Second nuclear plant for Cape Town
On August 8th, 2025, Dion George, the environment minister, upheld a 2017 environmental authorisation permitting Eskom, the state utility, to construct a 4,000-megawatt nuclear facility at Duynefontein, near Cape Town. Following a detailed review of the Environmental Impact Assessment Report and an independent evaluation, the department rejected appeals from foreign-funded environmental activist groups, cementing a key milestone in the country’s energy policy.
The move aligns with South Africa’s strategy to diversify its energy mix, heavily dependent on coal, which supplies the bulk of its power. With Koeberg, the nation’s sole nuclear plant, accounting for just 5% of electricity output, the government sees nuclear as a vital source of stable baseload power. This is especially pressing given persistent load shedding and the scheduled retirement of outdated coal stations, since nuclear energy remains the most reliable baseload power source, contrasting strongly with highly variable sources like wind and solar, which put strain on our fragile and overstretched transmission infrastructure, and were responsible for a blackout in Spain earlier this year.
The proposed Duynefontein site, adjacent to Koeberg, could capitalise on existing infrastructure, keeping down costs and expediting development.
Meddling environmental ideologues such as Greenpeace, renowned for their highly unrealistic and ignorant approaches to environmental policy (such as the time they tried to ban the fundamental element chlorine) decry nuclear power’s high costs and supposed risks. They advocate redirecting resources to renewables, arguing these could be deployed faster and with fewer ecological drawbacks, which is not strictly true – the chemical processes which create the components for “renewable” energy generation remain highly toxic and environmentally destructive.
Other critics point to the price tag (potentially billions of dollars) and question its prudence when cheaper, greener alternatives exist. The government, however, insists nuclear is non-negotiable for long-term energy security and its 2050 net-zero emissions goal.
Eskom still waits on a Nuclear Installation Site Licence from NERSA, among other approvals, before construction can start, and timelines remain vague, a common affliction for nuclear projects of this magnitude. Precedents like Britain’s Hinkley Point C, plagued by delays and budget overruns, suggest caution. South Africa’s own history of ambitious infrastructure ventures adds to the scepticism surrounding delivery dates and final costs.
Previous interference by German government-linked NGO Earthlife Africa helped scrap Jacob Zuma’s proposed nuclear project with Russia’s Rosatom, which would likely have reached completion by now.
Independent news and opinion articles with a focus on the Western Cape, written for a more conservative audience – the silent majority with good old common sense.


__TASK TO CARRY OUT__.
Below is a listing with pictures in it. Copy it exactly without them.

>>

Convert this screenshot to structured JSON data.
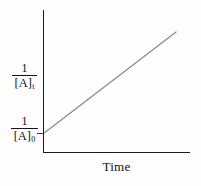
{
  "figure": {
    "background_color": "#fefefe",
    "axis_color": "#1a1a1a",
    "line_color": "#8a8a8a"
  },
  "labels": {
    "y_upper": {
      "numerator": "1",
      "denominator_base": "[A]",
      "denominator_sub": "t"
    },
    "y_lower": {
      "numerator": "1",
      "denominator_base": "[A]",
      "denominator_sub": "0"
    },
    "x_axis": "Time"
  },
  "chart_data": {
    "type": "line",
    "title": "",
    "xlabel": "Time",
    "ylabel": "1/[A]t",
    "grid": false,
    "legend": null,
    "annotations": [
      {
        "name": "y-intercept-tick",
        "text": "1/[A]0",
        "y_fraction": 0.134
      }
    ],
    "axis_ranges": {
      "x": [
        0,
        1
      ],
      "y": [
        0,
        1
      ]
    },
    "series": [
      {
        "name": "inverse-concentration",
        "description": "Straight rising line: second-order kinetics plot of 1/[A] versus time",
        "x": [
          0.0,
          1.0
        ],
        "y": [
          0.134,
          0.845
        ]
      }
    ]
  }
}
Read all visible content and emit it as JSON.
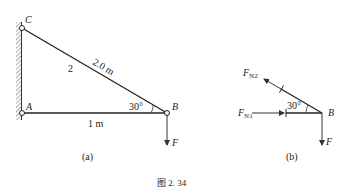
{
  "figure": {
    "caption": "图 2. 34",
    "subfig_a": {
      "label": "(a)",
      "points": {
        "A": "A",
        "B": "B",
        "C": "C"
      },
      "member_label": "2",
      "length_BC": "2.0 m",
      "length_AB": "1 m",
      "angle": "30°",
      "force": "F"
    },
    "subfig_b": {
      "label": "(b)",
      "point": "B",
      "angle": "30°",
      "force": "F",
      "fn1": {
        "main": "F",
        "sub": "N1"
      },
      "fn2": {
        "main": "F",
        "sub": "N2"
      }
    }
  }
}
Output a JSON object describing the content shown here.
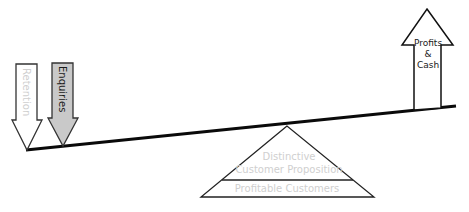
{
  "diagram": {
    "type": "balance-scale",
    "colors": {
      "background": "#ffffff",
      "stroke": "#111111",
      "beam": "#0a0a0a",
      "enquiries_fill": "#c9c9c9",
      "faint_text": "#cfcfcf",
      "dark_text": "#1a1a1a"
    },
    "left_arrows": [
      {
        "label": "Retention",
        "direction": "down",
        "fill": "#ffffff"
      },
      {
        "label": "Enquiries",
        "direction": "down",
        "fill": "#c9c9c9"
      }
    ],
    "right_arrow": {
      "label_line1": "Profits",
      "label_line2": "&",
      "label_line3": "Cash",
      "direction": "up"
    },
    "fulcrum": {
      "top_label_line1": "Distinctive",
      "top_label_line2": "Customer Proposition",
      "base_label": "Profitable Customers"
    }
  }
}
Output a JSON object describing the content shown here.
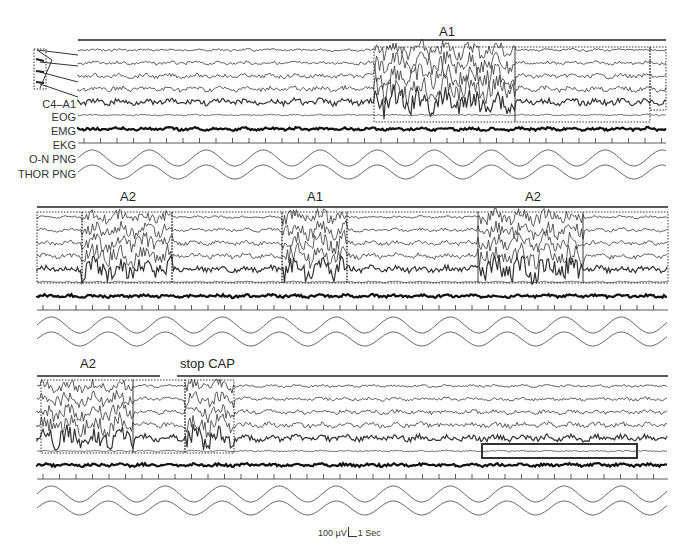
{
  "figure": {
    "panels": [
      {
        "id": "panel-1",
        "top": 40,
        "annotations": [
          {
            "label": "A1",
            "x": 447,
            "y": 4
          }
        ],
        "channel_labels": [
          "",
          "",
          "",
          "",
          "C4–A1",
          "EOG",
          "EMG",
          "EKG",
          "O-N PNG",
          "THOR PNG"
        ],
        "boxes": [
          {
            "x1": 374,
            "x2": 515,
            "y1": 47,
            "y2": 122,
            "style": "dotted"
          },
          {
            "x1": 515,
            "x2": 650,
            "y1": 47,
            "y2": 122,
            "style": "dotted"
          },
          {
            "x1": 650,
            "x2": 666,
            "y1": 47,
            "y2": 110,
            "style": "dotted"
          }
        ]
      },
      {
        "id": "panel-2",
        "top": 205,
        "annotations": [
          {
            "label": "A2",
            "x": 128,
            "y": 190
          },
          {
            "label": "A1",
            "x": 315,
            "y": 190
          },
          {
            "label": "A2",
            "x": 533,
            "y": 190
          }
        ],
        "channel_labels": [],
        "boxes": [
          {
            "x1": 37,
            "x2": 82,
            "y1": 212,
            "y2": 283,
            "style": "dotted"
          },
          {
            "x1": 82,
            "x2": 172,
            "y1": 212,
            "y2": 283,
            "style": "dotted"
          },
          {
            "x1": 172,
            "x2": 282,
            "y1": 212,
            "y2": 283,
            "style": "dotted"
          },
          {
            "x1": 282,
            "x2": 347,
            "y1": 212,
            "y2": 283,
            "style": "dotted"
          },
          {
            "x1": 347,
            "x2": 478,
            "y1": 212,
            "y2": 283,
            "style": "dotted"
          },
          {
            "x1": 478,
            "x2": 583,
            "y1": 212,
            "y2": 283,
            "style": "dotted"
          },
          {
            "x1": 583,
            "x2": 668,
            "y1": 212,
            "y2": 283,
            "style": "dotted"
          }
        ]
      },
      {
        "id": "panel-3",
        "top": 372,
        "annotations": [
          {
            "label": "A2",
            "x": 88,
            "y": 357
          },
          {
            "label": "stop CAP",
            "x": 208,
            "y": 357
          }
        ],
        "channel_labels": [],
        "boxes": [
          {
            "x1": 41,
            "x2": 133,
            "y1": 380,
            "y2": 453,
            "style": "dotted"
          },
          {
            "x1": 133,
            "x2": 185,
            "y1": 380,
            "y2": 453,
            "style": "dotted"
          },
          {
            "x1": 185,
            "x2": 234,
            "y1": 380,
            "y2": 453,
            "style": "dotted"
          },
          {
            "x1": 482,
            "x2": 637,
            "y1": 444,
            "y2": 458,
            "style": "solid"
          }
        ]
      }
    ],
    "scale_bar": {
      "amplitude": "100 µV",
      "time": "1 Sec"
    }
  }
}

<<

__EXERCISE SOLUTION__.
Convert this screenshot to structured JSON data.
{
  "figure": {
    "background_color": "#fefefe",
    "axis_color": "#1a1a1a",
    "line_color": "#8a8a8a"
  },
  "labels": {
    "y_upper": {
      "numerator": "1",
      "denominator_base": "[A]",
      "denominator_sub": "t"
    },
    "y_lower": {
      "numerator": "1",
      "denominator_base": "[A]",
      "denominator_sub": "0"
    },
    "x_axis": "Time"
  },
  "chart_data": {
    "type": "line",
    "title": "",
    "xlabel": "Time",
    "ylabel": "1/[A]t",
    "grid": false,
    "legend": null,
    "annotations": [
      {
        "name": "y-intercept-tick",
        "text": "1/[A]0",
        "y_fraction": 0.134
      }
    ],
    "axis_ranges": {
      "x": [
        0,
        1
      ],
      "y": [
        0,
        1
      ]
    },
    "series": [
      {
        "name": "inverse-concentration",
        "description": "Straight rising line: second-order kinetics plot of 1/[A] versus time",
        "x": [
          0.0,
          1.0
        ],
        "y": [
          0.134,
          0.845
        ]
      }
    ]
  }
}
Read all visible content and emit it as JSON.
{
  "figure": {
    "caption": "图 2. 34",
    "subfig_a": {
      "label": "(a)",
      "points": {
        "A": "A",
        "B": "B",
        "C": "C"
      },
      "member_label": "2",
      "length_BC": "2.0 m",
      "length_AB": "1 m",
      "angle": "30°",
      "force": "F"
    },
    "subfig_b": {
      "label": "(b)",
      "point": "B",
      "angle": "30°",
      "force": "F",
      "fn1": {
        "main": "F",
        "sub": "N1"
      },
      "fn2": {
        "main": "F",
        "sub": "N2"
      }
    }
  }
}
Output a JSON object describing the content shown here.
{
  "diagram": {
    "type": "balance-scale",
    "colors": {
      "background": "#ffffff",
      "stroke": "#111111",
      "beam": "#0a0a0a",
      "enquiries_fill": "#c9c9c9",
      "faint_text": "#cfcfcf",
      "dark_text": "#1a1a1a"
    },
    "left_arrows": [
      {
        "label": "Retention",
        "direction": "down",
        "fill": "#ffffff"
      },
      {
        "label": "Enquiries",
        "direction": "down",
        "fill": "#c9c9c9"
      }
    ],
    "right_arrow": {
      "label_line1": "Profits",
      "label_line2": "&",
      "label_line3": "Cash",
      "direction": "up"
    },
    "fulcrum": {
      "top_label_line1": "Distinctive",
      "top_label_line2": "Customer Proposition",
      "base_label": "Profitable Customers"
    }
  }
}
Output a JSON object describing the content shown here.
{
  "figure": {
    "panels": [
      {
        "id": "panel-1",
        "top": 40,
        "annotations": [
          {
            "label": "A1",
            "x": 447,
            "y": 4
          }
        ],
        "channel_labels": [
          "",
          "",
          "",
          "",
          "C4–A1",
          "EOG",
          "EMG",
          "EKG",
          "O-N PNG",
          "THOR PNG"
        ],
        "boxes": [
          {
            "x1": 374,
            "x2": 515,
            "y1": 47,
            "y2": 122,
            "style": "dotted"
          },
          {
            "x1": 515,
            "x2": 650,
            "y1": 47,
            "y2": 122,
            "style": "dotted"
          },
          {
            "x1": 650,
            "x2": 666,
            "y1": 47,
            "y2": 110,
            "style": "dotted"
          }
        ]
      },
      {
        "id": "panel-2",
        "top": 205,
        "annotations": [
          {
            "label": "A2",
            "x": 128,
            "y": 190
          },
          {
            "label": "A1",
            "x": 315,
            "y": 190
          },
          {
            "label": "A2",
            "x": 533,
            "y": 190
          }
        ],
        "channel_labels": [],
        "boxes": [
          {
            "x1": 37,
            "x2": 82,
            "y1": 212,
            "y2": 283,
            "style": "dotted"
          },
          {
            "x1": 82,
            "x2": 172,
            "y1": 212,
            "y2": 283,
            "style": "dotted"
          },
          {
            "x1": 172,
            "x2": 282,
            "y1": 212,
            "y2": 283,
            "style": "dotted"
          },
          {
            "x1": 282,
            "x2": 347,
            "y1": 212,
            "y2": 283,
            "style": "dotted"
          },
          {
            "x1": 347,
            "x2": 478,
            "y1": 212,
            "y2": 283,
            "style": "dotted"
          },
          {
            "x1": 478,
            "x2": 583,
            "y1": 212,
            "y2": 283,
            "style": "dotted"
          },
          {
            "x1": 583,
            "x2": 668,
            "y1": 212,
            "y2": 283,
            "style": "dotted"
          }
        ]
      },
      {
        "id": "panel-3",
        "top": 372,
        "annotations": [
          {
            "label": "A2",
            "x": 88,
            "y": 357
          },
          {
            "label": "stop CAP",
            "x": 208,
            "y": 357
          }
        ],
        "channel_labels": [],
        "boxes": [
          {
            "x1": 41,
            "x2": 133,
            "y1": 380,
            "y2": 453,
            "style": "dotted"
          },
          {
            "x1": 133,
            "x2": 185,
            "y1": 380,
            "y2": 453,
            "style": "dotted"
          },
          {
            "x1": 185,
            "x2": 234,
            "y1": 380,
            "y2": 453,
            "style": "dotted"
          },
          {
            "x1": 482,
            "x2": 637,
            "y1": 444,
            "y2": 458,
            "style": "solid"
          }
        ]
      }
    ],
    "scale_bar": {
      "amplitude": "100 µV",
      "time": "1 Sec"
    }
  }
}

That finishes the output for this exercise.